Support for MPS

Hi,
I used to use Nvidia Visual profiler to profile 3 applications started under MPS server to overlap execution.
On it’s CLI it had —profile-all-processes and would output a report per PID and let me import all 3 in same timeline.

Now Nvidia Visual Profiler has been depreciated and doesn’t support Ampere (SM80+).

The transition guide shoes that Nsight system was supposed to support MPS, but doesn’t say how:

But under Linux X86 I see no options to do so. I can’t even profile all processes on the system (only Tegra).
All I can do is launch a single process and profile that.

Does anyone know how to profile multiple apps under MPS?
Would we do it with the brand-new feature of importing multiple reports in the same timeline of 2021.5?

Thanks for any help

1 Like

Simplest way would probably be to launch them all out of a script (or launch MPS out of a script) and profile the script.

Alternatively you could, as you suggested, profile them separately and then combine them using the multiple reports, but I think profiling the script (and therefore the process tree containing all of them) would be your best bet.

1 Like

Does the process tree approach work as well, if I have docker containers for the other applications?
I would think it looks like separate devices, and they wouldn’t be in the same process tree.

I have my main app in a process, and the consuming applications in oher processes with other docker containers (one for all the encoding dependencies, the other for AI / TensorRT).

The adding multiple-report worked (I do regular graphical profile of main app, and command line in docker container for other apps, and add he other apps report to main app, but it’s very manual and cumbersome.

@rknight can you comment on this?

What data do you want to collect in this profile - i.e. are you trying to collect cuda trace data, cpu sampling data, etc?

CUDA traces.
I am trying to see the amount of overlap I get with MPS.
And when it cannot perform the applications in parallel.

Nsight Systems CUDA tracing works by injecting an application with additional libraries at process startup. When a process is injected, any children process(es) it might launch are also injected. This injection mechanism will not work when a docker container contains a child process.

1 Like

This topic was automatically closed 14 days after the last reply. New replies are no longer allowed.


**Aim of the task**
From the listing below, pull each line that includes "pixels".

**Information shown**

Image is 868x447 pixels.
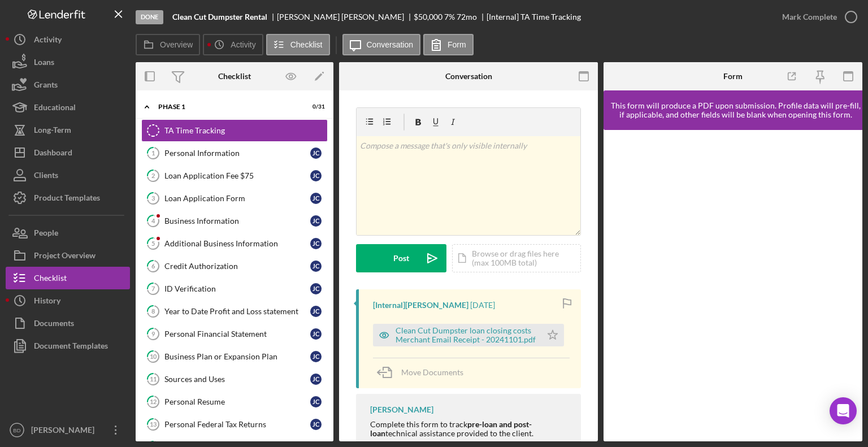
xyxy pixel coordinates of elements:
--
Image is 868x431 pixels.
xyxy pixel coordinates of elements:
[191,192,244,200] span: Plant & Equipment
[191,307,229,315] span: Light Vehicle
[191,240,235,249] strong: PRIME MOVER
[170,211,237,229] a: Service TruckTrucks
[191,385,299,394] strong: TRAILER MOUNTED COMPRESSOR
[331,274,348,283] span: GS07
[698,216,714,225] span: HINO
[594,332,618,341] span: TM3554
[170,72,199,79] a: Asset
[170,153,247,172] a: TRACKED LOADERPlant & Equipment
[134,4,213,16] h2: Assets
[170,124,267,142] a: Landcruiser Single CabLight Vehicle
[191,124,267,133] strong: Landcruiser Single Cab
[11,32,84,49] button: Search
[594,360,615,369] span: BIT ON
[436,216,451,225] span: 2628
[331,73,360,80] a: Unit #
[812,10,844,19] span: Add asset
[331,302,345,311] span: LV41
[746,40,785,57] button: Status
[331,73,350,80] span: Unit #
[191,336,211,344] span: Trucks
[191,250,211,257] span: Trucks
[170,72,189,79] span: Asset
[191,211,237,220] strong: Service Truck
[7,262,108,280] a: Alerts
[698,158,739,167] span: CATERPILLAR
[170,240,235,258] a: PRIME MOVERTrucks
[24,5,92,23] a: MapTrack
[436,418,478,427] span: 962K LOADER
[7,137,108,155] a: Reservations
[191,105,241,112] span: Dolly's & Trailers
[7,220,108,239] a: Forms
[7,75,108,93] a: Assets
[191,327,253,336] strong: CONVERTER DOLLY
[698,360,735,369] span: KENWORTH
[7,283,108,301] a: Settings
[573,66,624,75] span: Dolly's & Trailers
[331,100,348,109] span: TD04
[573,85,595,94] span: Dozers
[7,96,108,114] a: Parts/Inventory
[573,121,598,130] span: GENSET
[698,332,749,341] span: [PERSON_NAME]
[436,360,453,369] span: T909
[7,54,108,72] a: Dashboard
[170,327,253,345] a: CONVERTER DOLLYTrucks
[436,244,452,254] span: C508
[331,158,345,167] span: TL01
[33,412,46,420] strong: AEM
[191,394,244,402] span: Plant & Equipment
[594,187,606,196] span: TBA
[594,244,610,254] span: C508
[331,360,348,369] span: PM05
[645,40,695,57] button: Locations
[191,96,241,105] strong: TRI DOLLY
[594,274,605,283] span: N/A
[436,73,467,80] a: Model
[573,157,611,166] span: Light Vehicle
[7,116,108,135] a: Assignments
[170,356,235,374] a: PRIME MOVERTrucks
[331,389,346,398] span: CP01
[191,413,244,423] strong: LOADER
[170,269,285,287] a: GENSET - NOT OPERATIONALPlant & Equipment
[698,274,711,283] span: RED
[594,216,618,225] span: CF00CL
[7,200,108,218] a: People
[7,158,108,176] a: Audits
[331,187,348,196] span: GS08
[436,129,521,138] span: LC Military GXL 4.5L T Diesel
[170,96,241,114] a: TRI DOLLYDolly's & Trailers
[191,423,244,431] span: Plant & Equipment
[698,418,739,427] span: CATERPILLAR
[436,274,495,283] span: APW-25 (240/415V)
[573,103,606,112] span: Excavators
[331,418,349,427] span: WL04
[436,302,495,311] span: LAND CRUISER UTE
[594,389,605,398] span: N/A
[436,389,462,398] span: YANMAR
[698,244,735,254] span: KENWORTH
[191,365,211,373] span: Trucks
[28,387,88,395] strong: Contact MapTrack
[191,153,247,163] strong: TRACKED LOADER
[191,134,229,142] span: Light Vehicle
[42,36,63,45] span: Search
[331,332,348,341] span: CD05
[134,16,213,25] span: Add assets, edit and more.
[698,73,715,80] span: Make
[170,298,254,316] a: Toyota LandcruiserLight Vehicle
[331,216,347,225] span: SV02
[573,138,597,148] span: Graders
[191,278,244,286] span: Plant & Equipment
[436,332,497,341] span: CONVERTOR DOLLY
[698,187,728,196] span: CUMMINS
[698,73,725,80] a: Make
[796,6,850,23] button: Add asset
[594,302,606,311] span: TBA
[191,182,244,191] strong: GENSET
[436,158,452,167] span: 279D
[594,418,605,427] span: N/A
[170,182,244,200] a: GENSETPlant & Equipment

**Answer for the task**
Image is 868x447 pixels.
Image is 868x431 pixels.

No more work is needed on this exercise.